Sunday, August 16, 2009

GOING THE DISTANCE

All Writers Are Rocky

By Michael James Moore

     The titles are part of our national language: "Raging Bull" and "Somebody Up There Likes Me"; and then there's "Cinderella Man" and "Million Dollar Baby."

     For many great American writers -- Ernest Hemingway, Jack London, Joyce Carol Oates and Norman Mailer, to name a handful -- the linkage between boxers and writers was a given. It's a link that confuses others.

     One simple way to comprehend all this is to ponder the evolution of the most famous boxing fiction of all time. That would be the first of the "Rocky" films, which was in the can but not yet released 33 years ago, at about this time of the year. Later in the fall of 1976, "Rocky" was a box office sensation. It won the Oscar for Best Picture in the spring of 1977. As for the writing . . .

     Long-story short: Sylvester Stallone was then a struggling actor who had a few minor credits and a bleak future. As fate would have it, he attended a 1975 non-title heavyweight bout between Muhammad Ali and a lumbering mediocre club fighter named Chuck Wepner. Amazingly and against all odds, Wepner the underdog went the distance -- he lasted all 15 rounds.

     Ding! Stallone hatched an idea that was brilliant in its thematic simplicity. He simply transferred all of his angst, all of his actor's frustration, all of his brooding I'm-30-and-gettin'-nowhere mojo into a screenplay that used boxing as a metaphor for life. The rest is history.

     In fact, Stallone truly made history at the Academy Awards in '77 as only the third person ever to be nominated in both the Best Actor and Best Original Screenplay categories.  But more important is that the script he wrote tapped into a universal theme -- a theme that all writers can identify with on any given day.

     In 1987 Joyce Carol Oates published a fascinating book-length essay called "On Boxing." In that slim illustrated volume, she added her provocative ideas to a notion that many (mostly male) writers had explored in decades past -- namely, that boxing and writing go together like . . . well, like hands in 16-ounce gloves.

     She wrote: "If a boxing match is a story, it is an always wayward story, one in which anything can happen. The boxers will bring to the fight everything that is themselves, and everything will be exposed -- including secrets about themselves they cannot fully realize."

     If that's not a prescription for a writer plunging into a new novel or revising a short story or constructing a play or a poem or a song, what is? And Oates adds this jab: "Every talent must unfold itself in fighting."

     Substitute the word "writing" for "fighting," and there it is.

     In some way or another, all writers are Rocky Balboa, as his character was evoked in the first film. That is, we are all (except for the very few who experience the breakout induced by mega-best-sellerdom) forever in training, often feeling too old to be contenders, and living on a diet of wishful thinking that yearns for that one-in-a-thousand shot at the title. But it can happen.

     Lightning strikes: In 1996, Madison-based novelist Jacquelyn Mitchard was the first author to be highlighted by Oprah when her Book Club was launched. More recently, a La Crosse-based writer named Danielle Trussoni found her debut memoir reviewed on Page 1 of the Sunday New York Times Book Review. Those are the writerly equivalents of technical knockouts in the 15th round.

     In "The Aeneid," the poet Virgil summed it up like this: "The Trojans, all shouting together,/Roar their assent, and demand the promised reward for the hero."

     In the end, when Stallone's "Rocky Balboa" ended his saga, we saw yet another variation on that theme.

     Every writer who's alone at the keyboard, sparring with ideas, jabbing with words and phrases, striving to turn blank space into something of value . . . well, each writer who won't quit is the literary kin of Maggie Fitzgerald in "Million Dollar Baby."

     Her character personifies this astute remark by Joyce Carol Oates: "Boxing (is) America's tragic theater."

     Yet it's a line from the screenplay of "Million Dollar Baby" (a Paul Haggis script based on stories by F.X. Toole) that gets at the heart of this whole analogy.

     The line goes: "If there's magic in boxing, it's the magic of fighting battles beyond endurance . . . it's the magic of risking everything for a dream that nobody sees but you." And that's the way it is, for all serious writers too.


_Try it_
Produce a word-for-word copy of the data that follows, excluding images.

'''

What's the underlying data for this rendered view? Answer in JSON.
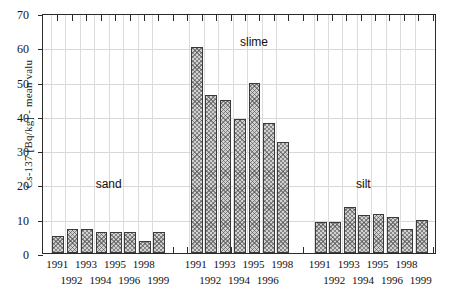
{
  "chart_data": {
    "type": "bar",
    "title": "",
    "xlabel": "",
    "ylabel": "Cs-137 [Bq/kg] - mean valu",
    "ylim": [
      0,
      70
    ],
    "ytick_labels": [
      "0",
      "10",
      "20",
      "30",
      "40",
      "50",
      "60",
      "70"
    ],
    "ytick_values": [
      0,
      10,
      20,
      30,
      40,
      50,
      60,
      70
    ],
    "grid": true,
    "legend": "none",
    "annotations": [
      {
        "text": "sand",
        "group": "sand"
      },
      {
        "text": "slime",
        "group": "slime"
      },
      {
        "text": "silt",
        "group": "silt"
      }
    ],
    "groups": [
      {
        "name": "sand",
        "label": "sand",
        "categories": [
          "1991",
          "1992",
          "1993",
          "1994",
          "1995",
          "1996",
          "1998",
          "1999"
        ],
        "values": [
          5,
          7,
          7,
          6,
          6,
          6,
          3.5,
          6
        ]
      },
      {
        "name": "slime",
        "label": "slime",
        "categories": [
          "1991",
          "1992",
          "1993",
          "1994",
          "1995",
          "1996",
          "1998"
        ],
        "values": [
          60,
          46,
          44.5,
          39,
          49.5,
          38,
          32.5
        ]
      },
      {
        "name": "silt",
        "label": "silt",
        "categories": [
          "1991",
          "1992",
          "1993",
          "1994",
          "1995",
          "1996",
          "1998",
          "1999"
        ],
        "values": [
          9,
          9,
          13.5,
          11,
          11.5,
          10.5,
          7,
          9.5
        ]
      }
    ]
  },
  "style": {
    "bar_fill": "#d2d2d2",
    "bar_edge": "#3a3a3a",
    "axis_color": "#2b2b2b",
    "grid_color": "#d8d8d8",
    "background": "#ffffff"
  }
}
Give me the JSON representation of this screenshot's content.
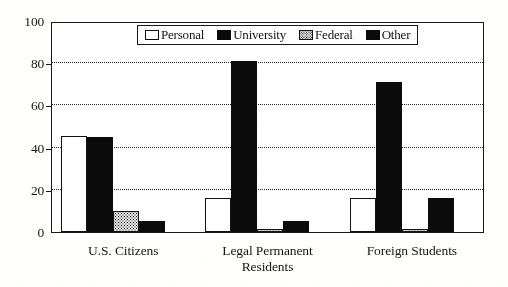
{
  "chart_data": {
    "type": "bar",
    "title": "",
    "subtitle": "",
    "xlabel": "",
    "ylabel": "",
    "ylim": [
      0,
      100
    ],
    "yticks": [
      0,
      20,
      40,
      60,
      80,
      100
    ],
    "ytick_labels": [
      "0",
      "20",
      "40",
      "60",
      "80",
      "100"
    ],
    "gridlines": [
      20,
      40,
      60,
      80
    ],
    "grid": true,
    "legend_position": "top-center",
    "categories": [
      "U.S. Citizens",
      "Legal Permanent Residents",
      "Foreign Students"
    ],
    "category_lines": [
      [
        "U.S. Citizens"
      ],
      [
        "Legal Permanent",
        "Residents"
      ],
      [
        "Foreign Students"
      ]
    ],
    "series": [
      {
        "name": "Personal",
        "key": "personal",
        "color": "#ffffff",
        "pattern": "outline",
        "values": [
          45.5,
          16,
          16
        ]
      },
      {
        "name": "University",
        "key": "university",
        "color": "#0d0d0d",
        "pattern": "solid",
        "values": [
          45,
          81,
          71
        ]
      },
      {
        "name": "Federal",
        "key": "federal",
        "color": "#dcdcdc",
        "pattern": "stipple",
        "values": [
          10,
          1.5,
          1.5
        ]
      },
      {
        "name": "Other",
        "key": "other",
        "color": "#0d0d0d",
        "pattern": "solid",
        "values": [
          5,
          5,
          16
        ]
      }
    ]
  },
  "legend": {
    "items": [
      {
        "label": "Personal",
        "key": "personal"
      },
      {
        "label": "University",
        "key": "university"
      },
      {
        "label": "Federal",
        "key": "federal"
      },
      {
        "label": "Other",
        "key": "other"
      }
    ]
  },
  "colors": {
    "axis": "#1a1a1a",
    "grid": "#2a2a2a",
    "bar_dark": "#0d0d0d",
    "bar_light": "#ffffff",
    "background": "#fdfdfc"
  }
}
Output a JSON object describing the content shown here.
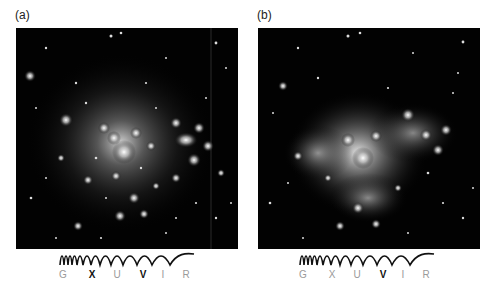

'''

_Worked solution_
What's the underlying data for this rendered view? Answer in JSON.
{
  "chart_data": {
    "type": "bar",
    "title": "",
    "xlabel": "",
    "ylabel": "Cs-137 [Bq/kg] - mean valu",
    "ylim": [
      0,
      70
    ],
    "ytick_labels": [
      "0",
      "10",
      "20",
      "30",
      "40",
      "50",
      "60",
      "70"
    ],
    "ytick_values": [
      0,
      10,
      20,
      30,
      40,
      50,
      60,
      70
    ],
    "grid": true,
    "legend": "none",
    "annotations": [
      {
        "text": "sand",
        "group": "sand"
      },
      {
        "text": "slime",
        "group": "slime"
      },
      {
        "text": "silt",
        "group": "silt"
      }
    ],
    "groups": [
      {
        "name": "sand",
        "label": "sand",
        "categories": [
          "1991",
          "1992",
          "1993",
          "1994",
          "1995",
          "1996",
          "1998",
          "1999"
        ],
        "values": [
          5,
          7,
          7,
          6,
          6,
          6,
          3.5,
          6
        ]
      },
      {
        "name": "slime",
        "label": "slime",
        "categories": [
          "1991",
          "1992",
          "1993",
          "1994",
          "1995",
          "1996",
          "1998"
        ],
        "values": [
          60,
          46,
          44.5,
          39,
          49.5,
          38,
          32.5
        ]
      },
      {
        "name": "silt",
        "label": "silt",
        "categories": [
          "1991",
          "1992",
          "1993",
          "1994",
          "1995",
          "1996",
          "1998",
          "1999"
        ],
        "values": [
          9,
          9,
          13.5,
          11,
          11.5,
          10.5,
          7,
          9.5
        ]
      }
    ]
  },
  "style": {
    "bar_fill": "#d2d2d2",
    "bar_edge": "#3a3a3a",
    "axis_color": "#2b2b2b",
    "grid_color": "#d8d8d8",
    "background": "#ffffff"
  }
}
Give me the JSON representation of this screenshot's content.
{
  "chart_data": {
    "type": "bar",
    "title": "",
    "subtitle": "",
    "xlabel": "",
    "ylabel": "",
    "ylim": [
      0,
      100
    ],
    "yticks": [
      0,
      20,
      40,
      60,
      80,
      100
    ],
    "ytick_labels": [
      "0",
      "20",
      "40",
      "60",
      "80",
      "100"
    ],
    "gridlines": [
      20,
      40,
      60,
      80
    ],
    "grid": true,
    "legend_position": "top-center",
    "categories": [
      "U.S. Citizens",
      "Legal Permanent Residents",
      "Foreign Students"
    ],
    "category_lines": [
      [
        "U.S. Citizens"
      ],
      [
        "Legal Permanent",
        "Residents"
      ],
      [
        "Foreign Students"
      ]
    ],
    "series": [
      {
        "name": "Personal",
        "key": "personal",
        "color": "#ffffff",
        "pattern": "outline",
        "values": [
          45.5,
          16,
          16
        ]
      },
      {
        "name": "University",
        "key": "university",
        "color": "#0d0d0d",
        "pattern": "solid",
        "values": [
          45,
          81,
          71
        ]
      },
      {
        "name": "Federal",
        "key": "federal",
        "color": "#dcdcdc",
        "pattern": "stipple",
        "values": [
          10,
          1.5,
          1.5
        ]
      },
      {
        "name": "Other",
        "key": "other",
        "color": "#0d0d0d",
        "pattern": "solid",
        "values": [
          5,
          5,
          16
        ]
      }
    ]
  },
  "legend": {
    "items": [
      {
        "label": "Personal",
        "key": "personal"
      },
      {
        "label": "University",
        "key": "university"
      },
      {
        "label": "Federal",
        "key": "federal"
      },
      {
        "label": "Other",
        "key": "other"
      }
    ]
  },
  "colors": {
    "axis": "#1a1a1a",
    "grid": "#2a2a2a",
    "bar_dark": "#0d0d0d",
    "bar_light": "#ffffff",
    "background": "#fdfdfc"
  }
}
Output a JSON object describing the content shown here.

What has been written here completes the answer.